The Babe was a cynical old gentleman of twenty years of age, who played the banjo charmingly. In his less genial moments he spoke querulously of the monotony of the services of the Church of England, and of the hopeless respectability of M. Zola. His particular forte was dinner parties for six, skirt dancing and acting, and the performances of the duties of half-back at Rugby football. His dinner parties were selected with the utmost carelessness, his usual plan being to ask the first five people he met, provided he did not know them too intimately. With a wig of fair hair, hardly any rouge, and an ingénue dress, he was the image of Vesta Collins, and that graceful young lady might have practised before him, as before a mirror. But far the most remarkable point about the Babe, considering his outward appearance and other tastes, was his brilliance as a Rugby football player. He was extraordinarily quick with the ball, his passing was like a beautiful dream, and he dodged, as was universally known, like the devil. It was a sight for sore eyes to see the seraphic, smooth-faced Babe waltzing gaily about among rough-bearded barbarians, pretending to pass and doing nothing of the kind, dropping neatly out of what looked like the middle of the scrimmage, or flickering about in a crowd which seemed to be unable to touch him with a finger.
Last night the Babe had been completely in his element. His dinner party consisted of a rowing-blue, a man who had been sent down from Oxford, a Dean who was to preach the University sermon next day, and was the Babe’s uncle, Jack Marsden, a gentleman from Corpus, who had a very rosy chance, so said his friends, of representing Cambridge against Oxford at chess, and himself. Later on, Reggie and Ealing had come in, who with the help of the rowing man broke both his sofas; the gentleman from Oxford had insisted, to the obvious discomfort of the Dean, on talking to him about predestination, a subject of which the Dean seemed to know nothing whatever; the chess-man had played bézique with Jack, and the Babe had presided over them all with infantine cynicism. A little later on, when the Dean had gone away, he had danced a skirt-dance in a sheet and a night-gown, and they ended up the evening by what the Babe called “a set piece” from his window, consisting of a catherine wheel, and four Roman candles, not counting the rocket which exploded backwards through the Babe’s chandelier, narrowly missing the head of the man from Corpus, whose chance of getting his chess-blue would, if it had hit, have been totally extinguished. In order to lend verisimilitude to the proceedings Reggie had gone into the street and called “Oh-h-h-h,” at intervals, and as he had left his cap and gown in the Babe’s room, he was very promptly and properly proctorised.
The Babe breakfasted next morning at the civilised hour of ten, and observed with a faint smile that the rocket stick was deeply imbedded in the ceiling, and he ate his eggs and bacon with a serene sense of the successful incongruity of his little party the night before. The gentleman from Oxford who was staying with him had not yet appeared, but the Babe waited for no man, when he was hungry.
The furniture of his rooms was as various and as diverse as his accomplishments. Several of Mr. Aubrey Beardsley’s illustrations from the Yellow Book, clustering round a large photograph of Botticelli’s Primavera, which the Babe had never seen, hung above one of the broken sofas, and in his bookcase several numbers of the Yellow Book, which the Babe declared bitterly had turned grey in a single night, since the former artist had ceased to draw for it, were ranged side by side with Butler’s Analogies, Mr. Sponge’s Sporting Tour, and Miss Marie Corelli’s Barabbas. It is, however, only fair to the Babe to say that Bishop Butler’s volume had been part of the “set piece” for his Littlego, and that he referred to Miss Corelli as the arch humourist of English literature. A pair of dumb-bells, each weighing fifty-six pounds, stood by the fireplace, but these the Babe had never been known to use in order to further his muscular development; he only rolled them over the floor with the patient look of one who had the destinies of the world on his shoulders, whenever the lodger below played the piano. It may be remarked that the two were not on speaking terms.
“And herein,” said the Babe, when he explained the use of the dumb-bells the evening before, “herein lies half the bitterness of human life.”
He was pressed to explain further, but only replied sadly,
“So near and yet so far,” and showed how it was possible to imitate the experience of a sea-sick passenger on the channel, by means of “that simple, and I may add, delicious fruit, the common orange.”
It was a most realistic and spirited performance, and all that the Dean could do was to ejaculate feebly, “Do stop, Babe,” between his spasms of laughter.
The Babe had finished his breakfast, which he ate with a good appetite, heartily, before the gentleman from Oxford appeared, and proceeded to skim the Sunday Times. When he did appear he looked a little disconsolately at the breakfast table, and lifting up a dish-cover found some cold bacon, at which he blanched visibly, and demanded soda water.
“What did you eat for breakfast, Babe?” he asked.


Problem statement: The answer must be a single number: the count of lines in these records that hold "type".

(Records from a data collection)
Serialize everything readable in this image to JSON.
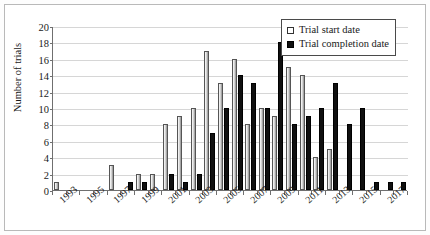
{
  "chart_data": {
    "type": "bar",
    "title": "",
    "xlabel": "",
    "ylabel": "Number of trials",
    "ylim": [
      0,
      20
    ],
    "ytick_step": 2,
    "yticks": [
      0,
      2,
      4,
      6,
      8,
      10,
      12,
      14,
      16,
      18,
      20
    ],
    "grid": true,
    "legend_position": "top-right",
    "categories": [
      "1993",
      "1994",
      "1995",
      "1996",
      "1997",
      "1998",
      "1999",
      "2000",
      "2001",
      "2002",
      "2003",
      "2004",
      "2005",
      "2006",
      "2007",
      "2008",
      "2009",
      "2010",
      "2011",
      "2012",
      "2013",
      "2014",
      "2015",
      "2016",
      "2017",
      "2018"
    ],
    "tick_labels": [
      "1993",
      "",
      "1995",
      "",
      "1997",
      "",
      "1999",
      "",
      "2001",
      "",
      "2003",
      "",
      "2005",
      "",
      "2007",
      "",
      "2009",
      "",
      "2011",
      "",
      "2013",
      "",
      "2015",
      "",
      "2017",
      ""
    ],
    "series": [
      {
        "name": "Trial start date",
        "color": "#d9d9d9",
        "values": [
          1,
          0,
          0,
          0,
          3,
          0,
          2,
          2,
          8,
          9,
          10,
          17,
          13,
          16,
          8,
          10,
          9,
          15,
          14,
          4,
          5,
          0,
          0,
          0,
          0,
          0
        ]
      },
      {
        "name": "Trial completion date",
        "color": "#101010",
        "values": [
          0,
          0,
          0,
          0,
          0,
          1,
          1,
          0,
          2,
          1,
          2,
          7,
          10,
          14,
          13,
          10,
          18,
          8,
          9,
          10,
          13,
          8,
          10,
          1,
          1,
          1
        ]
      }
    ]
  },
  "legend": {
    "items": [
      {
        "label": "Trial start date"
      },
      {
        "label": "Trial completion date"
      }
    ]
  },
  "axes": {
    "y_title": "Number of trials"
  }
}
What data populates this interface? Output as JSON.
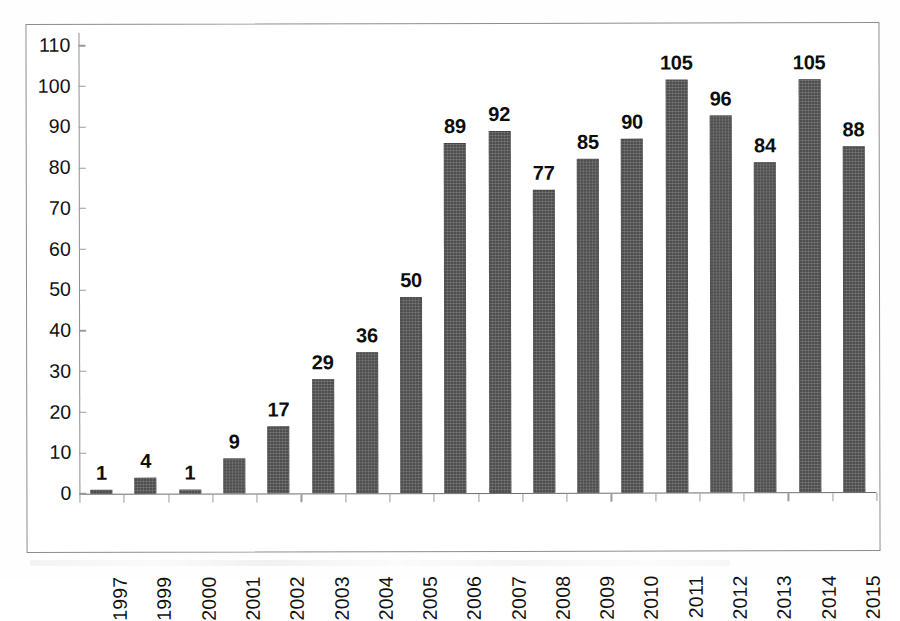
{
  "chart_data": {
    "type": "bar",
    "title": "",
    "subtitle": "",
    "xlabel": "",
    "ylabel": "",
    "categories": [
      "1997",
      "1999",
      "2000",
      "2001",
      "2002",
      "2003",
      "2004",
      "2005",
      "2006",
      "2007",
      "2008",
      "2009",
      "2010",
      "2011",
      "2012",
      "2013",
      "2014",
      "2015"
    ],
    "values": [
      1,
      4,
      1,
      9,
      17,
      29,
      36,
      50,
      89,
      92,
      77,
      85,
      90,
      105,
      96,
      84,
      105,
      88
    ],
    "data_labels": [
      "1",
      "4",
      "1",
      "9",
      "17",
      "29",
      "36",
      "50",
      "89",
      "92",
      "77",
      "85",
      "90",
      "105",
      "96",
      "84",
      "105",
      "88"
    ],
    "ylim": [
      0,
      110
    ],
    "ytick_values": [
      0,
      10,
      20,
      30,
      40,
      50,
      60,
      70,
      80,
      90,
      100,
      110
    ],
    "ytick_labels": [
      "0",
      "10",
      "20",
      "30",
      "40",
      "50",
      "60",
      "70",
      "80",
      "90",
      "100",
      "110"
    ],
    "grid": false,
    "legend": null,
    "legend_position": "none",
    "annotations": [],
    "series": [
      {
        "name": "",
        "values": [
          1,
          4,
          1,
          9,
          17,
          29,
          36,
          50,
          89,
          92,
          77,
          85,
          90,
          105,
          96,
          84,
          105,
          88
        ]
      }
    ],
    "colors": {
      "bar_fill": "#4e4e4e",
      "axis_line": "#8f8f8f",
      "frame_border": "#8d8d8d",
      "label_text": "#0d0d0d",
      "tick_text": "#111111",
      "background": "#ffffff"
    }
  }
}
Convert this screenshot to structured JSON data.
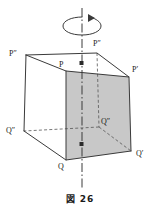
{
  "figure": {
    "caption": "図 26",
    "title_text": "図 26",
    "background_color": "#ffffff",
    "line_color": "#3a3a3a",
    "shaded_face_color": "#c8c8c8",
    "axis_label": "rotation-axis",
    "rotation_arrow": "curved-arrow-clockwise"
  },
  "labels": {
    "p": "P",
    "p_prime": "P′",
    "p_double_prime": "P″",
    "q": "Q",
    "q_prime": "Q′",
    "q_double_prime": "Q″",
    "q_inner": "Q″"
  },
  "geometry": {
    "type": "cube-oblique-projection",
    "shaded_face": "P-P'-Q'-Q",
    "axis": "vertical-dash-dot",
    "axis_markers": 2,
    "hidden_edges_style": "dashed",
    "vertices": {
      "P": [
        66,
        71
      ],
      "P_prime": [
        129,
        77
      ],
      "P_double_prime": [
        26,
        55
      ],
      "P_top_rear": [
        97,
        53
      ],
      "Q": [
        66,
        160
      ],
      "Q_prime": [
        131,
        151
      ],
      "Q_double_prime": [
        24,
        131
      ],
      "Q_inner": [
        99,
        127
      ]
    }
  }
}
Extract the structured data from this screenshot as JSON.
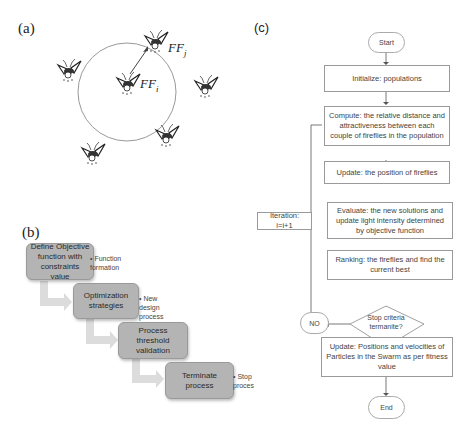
{
  "panel_a": {
    "label": "(a)",
    "firefly_i": "FF",
    "firefly_i_sub": "i",
    "firefly_j": "FF",
    "firefly_j_sub": "j",
    "icons": [
      "firefly-icon"
    ]
  },
  "panel_b": {
    "label": "(b)",
    "steps": [
      {
        "box": "Define Objective function with constraints value",
        "note": "• Function formation"
      },
      {
        "box": "Optimization strategies",
        "note": "• New design process"
      },
      {
        "box": "Process threshold validation",
        "note": ""
      },
      {
        "box": "Terminate process",
        "note": "• Stop proces"
      }
    ],
    "box_color": "#b4b4b4",
    "arrow_color": "#d8d8d8"
  },
  "panel_c": {
    "label": "(c)",
    "start": "Start",
    "initialize": "Initialize: populations",
    "compute": "Compute: the relative distance and attractiveness between each couple of fireflies in the population",
    "update_position": "Update: the position of fireflies",
    "evaluate": "Evaluate: the new solutions and update light intensity determined by objective function",
    "ranking": "Ranking: the fireflies and  find the current best",
    "decision": "Stop criteria termanite?",
    "no": "NO",
    "iteration": "Iteration: i=i+1",
    "update_particles": "Update: Positions and velocities of Particles in the Swarm as per fitness value",
    "end": "End"
  }
}
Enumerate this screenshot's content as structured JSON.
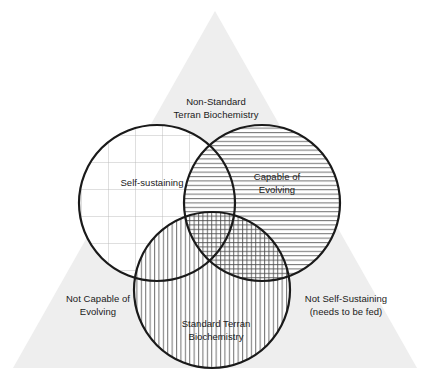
{
  "diagram": {
    "type": "venn-3-circle-with-triangle-background",
    "background_color": "#ffffff",
    "triangle": {
      "name": "backdrop-triangle",
      "fill": "#eeeeee",
      "apex": [
        215,
        11
      ],
      "base_left": [
        13,
        368
      ],
      "base_right": [
        417,
        368
      ]
    },
    "stroke_color": "#1a1a1a",
    "stroke_width": 2.2,
    "pattern_color": "#4a4a4a",
    "grid_color": "#b8b8b8",
    "circles": [
      {
        "id": "self-sustaining",
        "label": "Self-sustaining",
        "pattern": "grid",
        "cx": 157,
        "cy": 203,
        "r": 78
      },
      {
        "id": "capable-of-evolving",
        "label": "Capable of\nEvolving",
        "pattern": "horizontal-lines",
        "cx": 262,
        "cy": 203,
        "r": 78
      },
      {
        "id": "standard-terran-biochemistry",
        "label": "Standard Terran\nBiochemistry",
        "pattern": "vertical-lines",
        "cx": 212,
        "cy": 290,
        "r": 78
      }
    ],
    "labels": {
      "top": "Non-Standard\nTerran Biochemistry",
      "left": "Self-sustaining",
      "right": "Capable of\nEvolving",
      "bottom": "Standard Terran\nBiochemistry",
      "bottom_left": "Not Capable of\nEvolving",
      "bottom_right": "Not Self-Sustaining\n(needs to be fed)"
    }
  }
}
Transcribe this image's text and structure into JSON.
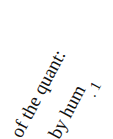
{
  "document": {
    "rotation_deg": -62,
    "text_color": "#111111",
    "background": "#ffffff",
    "lines": [
      {
        "text": "of the quant:"
      },
      {
        "text": "by hum"
      }
    ],
    "mark": ". 1"
  }
}
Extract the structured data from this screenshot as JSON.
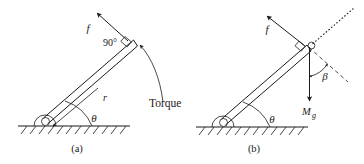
{
  "figure": {
    "background_color": "#ffffff",
    "ink_color": "#1a1a1a",
    "panels": [
      {
        "id": "a",
        "caption": "(a)",
        "labels": {
          "force": "f",
          "radius": "r",
          "angle_ground": "θ",
          "right_angle": "90°",
          "torque": "Torque"
        },
        "elements": [
          "ground-line",
          "ground-hatching",
          "hinge",
          "rod",
          "force-arrow",
          "radius-arrow",
          "theta-arc",
          "right-angle-mark",
          "torque-curved-arrow"
        ]
      },
      {
        "id": "b",
        "caption": "(b)",
        "labels": {
          "force": "f",
          "weight": "M",
          "weight_subscript": "g",
          "angle_ground": "θ",
          "angle_beta": "β"
        },
        "elements": [
          "ground-line",
          "ground-hatching",
          "hinge",
          "rod",
          "force-arrow",
          "weight-arrow",
          "theta-arc",
          "beta-arc",
          "right-angle-mark",
          "rod-extension-dotted-line",
          "perpendicular-dashed-line"
        ]
      }
    ]
  }
}
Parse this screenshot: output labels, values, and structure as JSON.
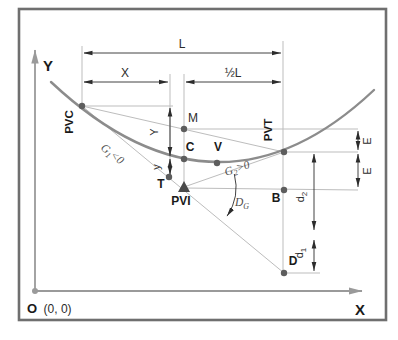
{
  "diagram": {
    "title_semantic": "vertical-parabolic-curve-geometry",
    "axes": {
      "x_label": "X",
      "y_label": "Y",
      "origin_main": "O",
      "origin_coords": "(0, 0)"
    },
    "points": {
      "pvc": "PVC",
      "pvt": "PVT",
      "pvi": "PVI",
      "t": "T",
      "c": "C",
      "v": "V",
      "m": "M",
      "b": "B",
      "d": "D"
    },
    "dims": {
      "l": "L",
      "x": "X",
      "half_l": "½L",
      "y_upper": "Y",
      "y_lower": "y",
      "e_upper": "E",
      "e_lower": "E",
      "d2_main": "d",
      "d2_sub": "2",
      "d1_main": "d",
      "d1_sub": "1"
    },
    "grades": {
      "g1_main": "G",
      "g1_sub": "1",
      "g1_rest": "<0",
      "g2_main": "G",
      "g2_sub": "2",
      "g2_rest": ">0",
      "dg_main": "D",
      "dg_sub": "G"
    },
    "colors": {
      "frame": "#6f6f6f",
      "curve": "#8c8c8c",
      "construction_lines": "#bdbdbd",
      "dimension_lines": "#2c2c2c",
      "axis": "#9a9a9a",
      "points": "#5d5d5d",
      "text": "#1a1a1a",
      "background": "#ffffff"
    }
  }
}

Result below: 4